Their business challenge
In a secondhand marketplace, the core product is trust between strangers. Opla users were transacting, but doing so in isolation. There was no native space to promote listings, exchange tips, give feedback, or simply connect with others who share a passion for second-hand shopping. Social platforms like Instagram filled part of that gap, but at the cost of pulling users out of the Opla ecosystem.
The goal was to create a sticky, branded community space directly inside the app: one that could host both practical (listing promotion, peer support) and social interactions, without requiring Opla to build the infrastructure from scratch. As Opla stated in the newsletter announcing the community to their users: “A strong community is what sets us apart. Our goal is clear: to build together the largest community around second-hand — and you are its first members.”
How Opla launched their in-app community with Octopus
Opla integrated Octopus Community using the React Native SDK. The community is supported by AI-powered moderation with custom marketplace rules (blocking external URLs and filtering competitor mentions) and a gamification system active from day one.

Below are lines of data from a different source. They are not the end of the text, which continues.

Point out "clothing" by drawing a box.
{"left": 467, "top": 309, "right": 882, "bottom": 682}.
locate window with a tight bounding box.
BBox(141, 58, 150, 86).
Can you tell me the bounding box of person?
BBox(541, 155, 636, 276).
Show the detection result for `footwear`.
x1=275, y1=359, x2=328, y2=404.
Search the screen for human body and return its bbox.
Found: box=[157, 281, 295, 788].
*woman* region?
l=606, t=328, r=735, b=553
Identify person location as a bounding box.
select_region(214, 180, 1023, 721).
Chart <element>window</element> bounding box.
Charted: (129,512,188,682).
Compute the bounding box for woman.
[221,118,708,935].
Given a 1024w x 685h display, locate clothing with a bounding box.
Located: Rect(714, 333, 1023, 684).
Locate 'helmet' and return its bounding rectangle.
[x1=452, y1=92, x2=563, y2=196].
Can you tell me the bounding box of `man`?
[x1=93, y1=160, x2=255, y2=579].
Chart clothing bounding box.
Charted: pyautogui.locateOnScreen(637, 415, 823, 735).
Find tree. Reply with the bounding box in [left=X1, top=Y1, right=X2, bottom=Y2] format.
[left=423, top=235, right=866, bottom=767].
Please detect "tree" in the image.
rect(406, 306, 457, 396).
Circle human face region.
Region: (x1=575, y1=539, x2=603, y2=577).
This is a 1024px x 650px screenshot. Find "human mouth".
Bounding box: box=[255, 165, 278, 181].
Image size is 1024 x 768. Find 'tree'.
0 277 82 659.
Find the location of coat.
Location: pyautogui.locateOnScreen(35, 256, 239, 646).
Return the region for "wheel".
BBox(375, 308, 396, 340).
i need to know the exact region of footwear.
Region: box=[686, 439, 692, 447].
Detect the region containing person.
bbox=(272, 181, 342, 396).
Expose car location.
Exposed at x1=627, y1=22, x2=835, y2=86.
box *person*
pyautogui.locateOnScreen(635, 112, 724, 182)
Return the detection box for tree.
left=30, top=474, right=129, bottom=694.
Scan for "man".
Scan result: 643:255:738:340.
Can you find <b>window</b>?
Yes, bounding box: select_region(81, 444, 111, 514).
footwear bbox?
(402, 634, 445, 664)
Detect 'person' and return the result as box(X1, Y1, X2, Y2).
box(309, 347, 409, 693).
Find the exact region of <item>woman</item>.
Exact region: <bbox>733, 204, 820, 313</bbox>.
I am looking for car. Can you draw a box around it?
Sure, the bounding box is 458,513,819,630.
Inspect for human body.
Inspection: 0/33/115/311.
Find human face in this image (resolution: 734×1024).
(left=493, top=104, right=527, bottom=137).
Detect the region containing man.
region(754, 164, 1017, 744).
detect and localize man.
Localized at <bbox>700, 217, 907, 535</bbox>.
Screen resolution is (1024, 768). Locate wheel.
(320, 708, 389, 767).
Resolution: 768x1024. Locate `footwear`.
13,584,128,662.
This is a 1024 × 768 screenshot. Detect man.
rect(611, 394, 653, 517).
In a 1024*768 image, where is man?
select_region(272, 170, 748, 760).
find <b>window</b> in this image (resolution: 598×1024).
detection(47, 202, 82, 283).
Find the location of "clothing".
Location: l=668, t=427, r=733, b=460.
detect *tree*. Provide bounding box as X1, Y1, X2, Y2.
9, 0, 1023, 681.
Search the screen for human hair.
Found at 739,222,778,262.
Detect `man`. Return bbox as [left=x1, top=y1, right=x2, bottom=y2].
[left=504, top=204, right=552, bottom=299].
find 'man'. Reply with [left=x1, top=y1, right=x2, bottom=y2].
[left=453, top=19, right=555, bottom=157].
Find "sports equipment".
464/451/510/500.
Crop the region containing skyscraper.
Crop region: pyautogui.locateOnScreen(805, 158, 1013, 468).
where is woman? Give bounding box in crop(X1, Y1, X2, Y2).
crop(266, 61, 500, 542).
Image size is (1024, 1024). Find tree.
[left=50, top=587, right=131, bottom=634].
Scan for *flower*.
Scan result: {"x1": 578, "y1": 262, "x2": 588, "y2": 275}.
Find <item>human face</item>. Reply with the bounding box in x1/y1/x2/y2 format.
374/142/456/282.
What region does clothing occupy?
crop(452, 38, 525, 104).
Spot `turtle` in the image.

What the community made possible for Opla
Instant, organic content creation
In the first week, Opla users published +3k messages. Sellers immediately grasped the value the community could offer:
- Many used it to share their listings directly in the community feed, creating a social layer on top of the marketplace, with no prompting from the Opla team.
- Dozens of suggestions of improvement, giving Opla instant, valuable feedback on what mattered most, and making users feel heard

The community retains Opla’s most valuable users
Community users opened the Opla app 2.2x more often than non-community users (21 average sessions vs. 9.78). This pattern is consistent across the Octopus communities: the users most drawn to the community are also the app’s most active and engaged users. The community gives them an additional reason to return, reinforcing the loyalty of the users who matter most to the platform.

A community that shaped itself
Users didn’t just consume the community: they co-designed it. A new topic group was added within the first week, directly in response to requests made inside the community itself. The gamification system also registered immediately: users began asking questions about the points system, and the Opla team is already thinking about how to recognise and reward their most active members.
Moderation built for a marketplace
Opla operates in a context where brand safety matters: sellers must promote their own listings, not external platforms. Custom moderation rules — blocking external URLs unless they come from the opla.co domain, and filtering competitor references unless positive for Opla — were active from launch. The Opla team could focus on animating the community rather than policing it.
Conclusion: a marketplace with something to come back to
In the secondhand economy, the apps that win long-term are the ones that become habits. The early data suggests Opla’s community has the ingredients to become exactly that.